The timing discrepancies that used to show up for putting several commands on one line (in a script) vs putting them on distinct lines, implied that scripts were indeed not being fully parsed to p-code. Especially as it was the multi-line version that was faster: the multi-line would have more overhead for keeping track of current line number (for error procedure / debugging purposes), so if full parsing was done one would have expected the single line version to be at least as fast.
That was then and this is now... Except, of course, for those of us who are still using the older versions.
更多回答(2 个)
Daniel Shub
2011-10-26
MATLAB has some tricky JIT acceleration which I am guessing handles this. Your code only calls the function once, so MATLAB only has to find the variables once. You could move the while loop outside the function to see the function overhead. If you did this, you could also add a clear functions and make MATLAB reload the function on every loop. Finally you could also start MATLAB with the JIT turned off.
Jason Ross
2011-10-26
A bit of a personal rant follows:
Execution time is only one aspect of coding, programming and software development. Other important aspects include
- Debugging
- Maintenance
- Testing
- Addition of new features
- Documentation
- Sharing with others (Code reviews, publishing APIs, etc)
- Re-use in other programs
When you have ambiguous names, it becomes extremely difficult to read the code to figure out what the original intent was when the code is modified, even if the modifier is the same person revisiting the code 6+ months later!
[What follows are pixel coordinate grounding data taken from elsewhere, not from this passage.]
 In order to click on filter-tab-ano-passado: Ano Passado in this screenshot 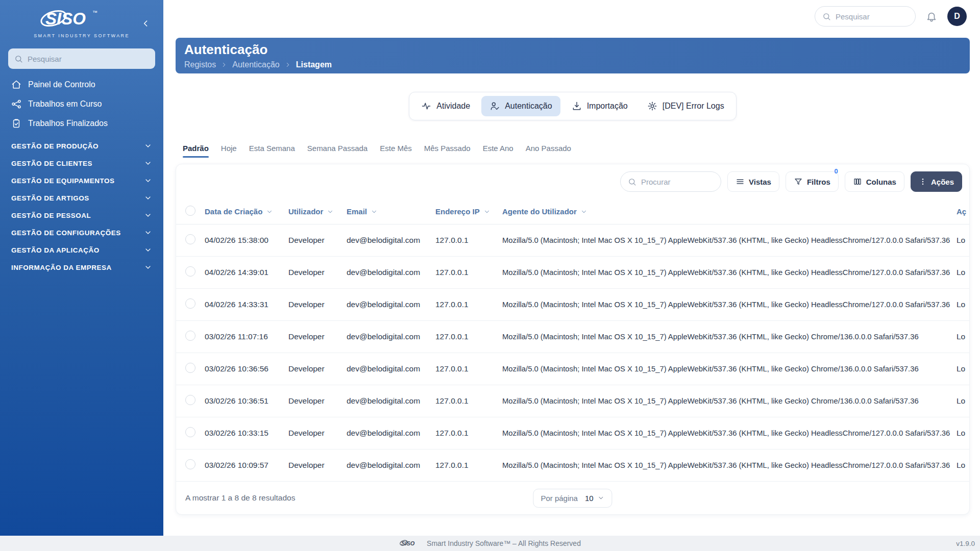, I will do `click(548, 151)`.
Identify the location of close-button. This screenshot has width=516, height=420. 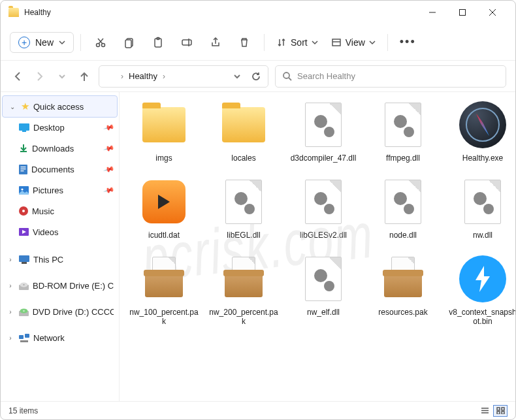
(492, 12).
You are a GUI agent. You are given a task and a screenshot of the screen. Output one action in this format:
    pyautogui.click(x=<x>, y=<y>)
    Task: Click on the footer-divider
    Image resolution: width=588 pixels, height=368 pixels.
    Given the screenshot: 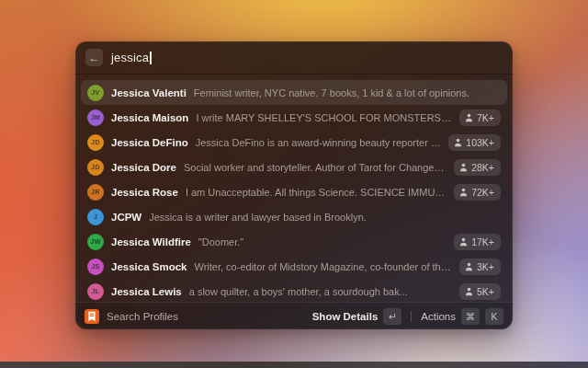 What is the action you would take?
    pyautogui.click(x=412, y=316)
    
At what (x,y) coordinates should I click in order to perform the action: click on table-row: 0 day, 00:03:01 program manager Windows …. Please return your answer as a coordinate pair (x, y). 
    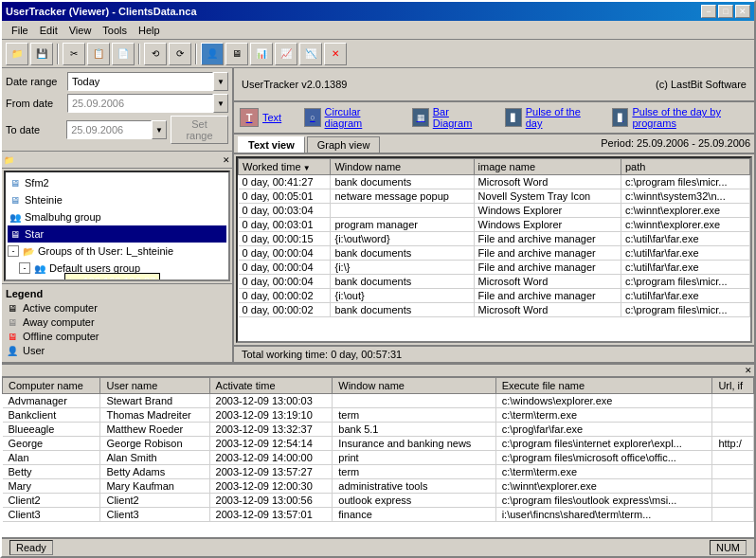
    Looking at the image, I should click on (495, 225).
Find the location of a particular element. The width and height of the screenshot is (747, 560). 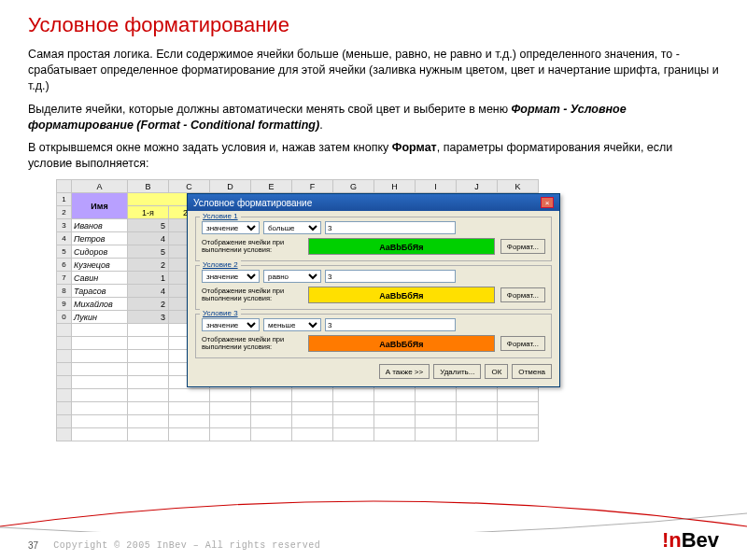

dialog-titlebar: Условное форматирование × is located at coordinates (374, 203).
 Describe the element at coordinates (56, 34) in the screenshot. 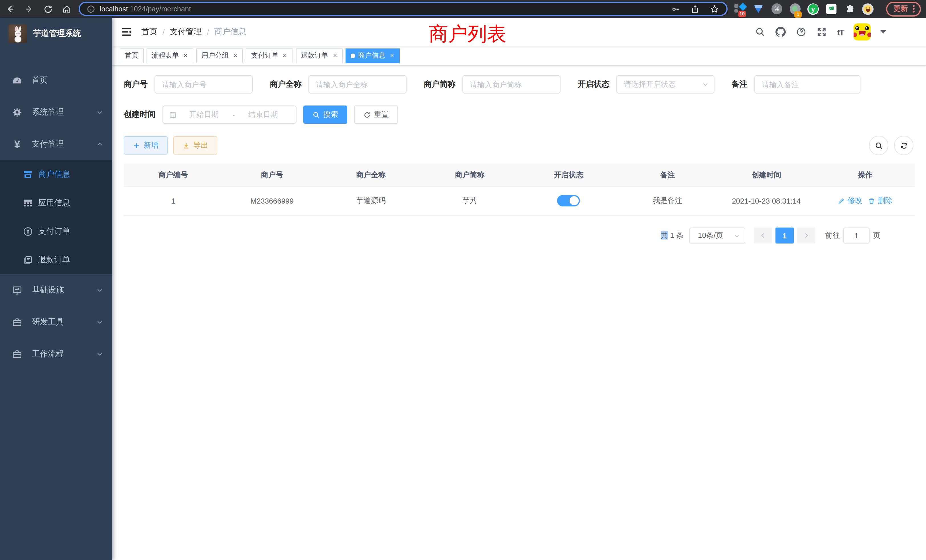

I see `app-logo: 芋道管理系统` at that location.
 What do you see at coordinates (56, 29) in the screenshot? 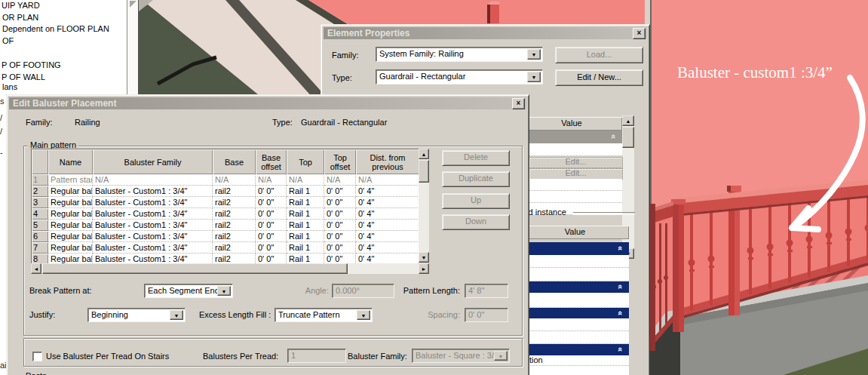
I see `tree-item: Dependent on FLOOR PLAN` at bounding box center [56, 29].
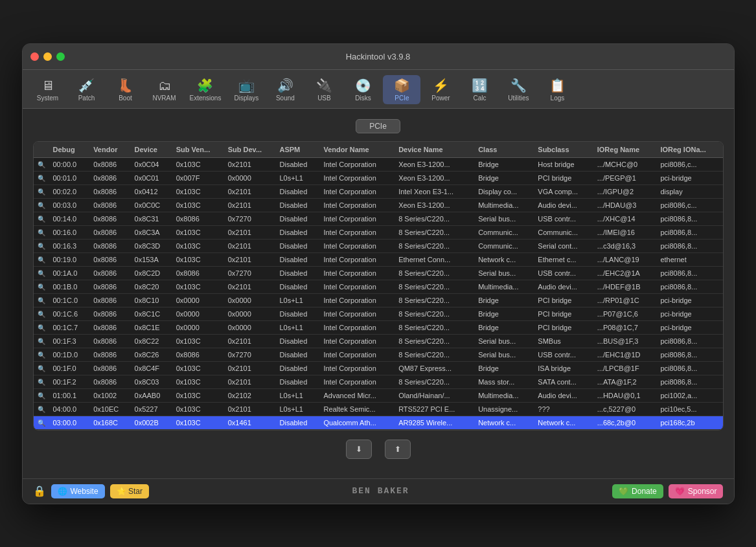 The width and height of the screenshot is (756, 547). Describe the element at coordinates (378, 192) in the screenshot. I see `table-row: 🔍00:02.00x80860x04120x103C0x2101Disabled…` at that location.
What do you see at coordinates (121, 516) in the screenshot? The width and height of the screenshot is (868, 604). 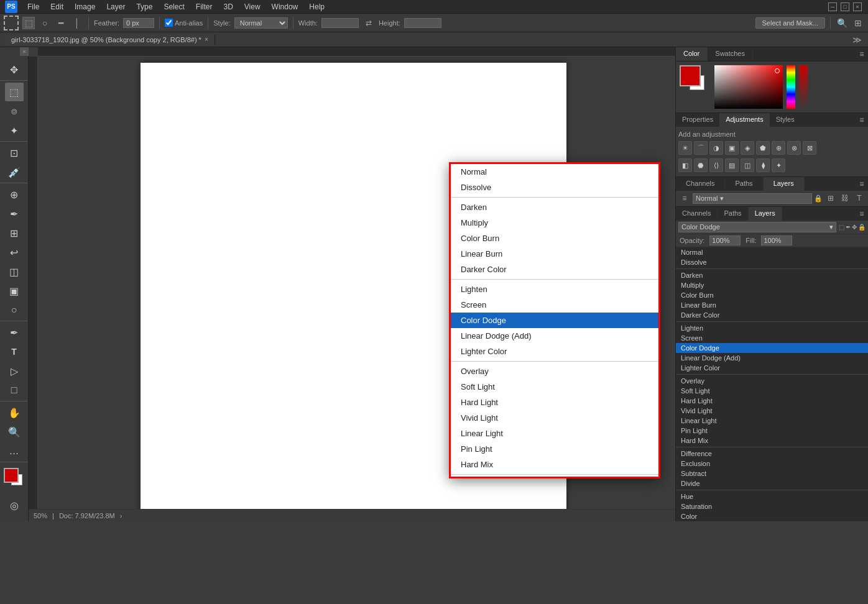 I see `expand-arrow: ›` at bounding box center [121, 516].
Some studies I've seen have indicated that it's very common for code to be touched 10-15 times after initial implementation for one reason or another, and therefore the maintenance aspect comes to dominate the costs of maintaining the code.
I'd also offer that worrying about variable name length can be a sort of "pre-optimization", and your time would be better spent finding the bottlenecks in the design and attempting to optimize those first.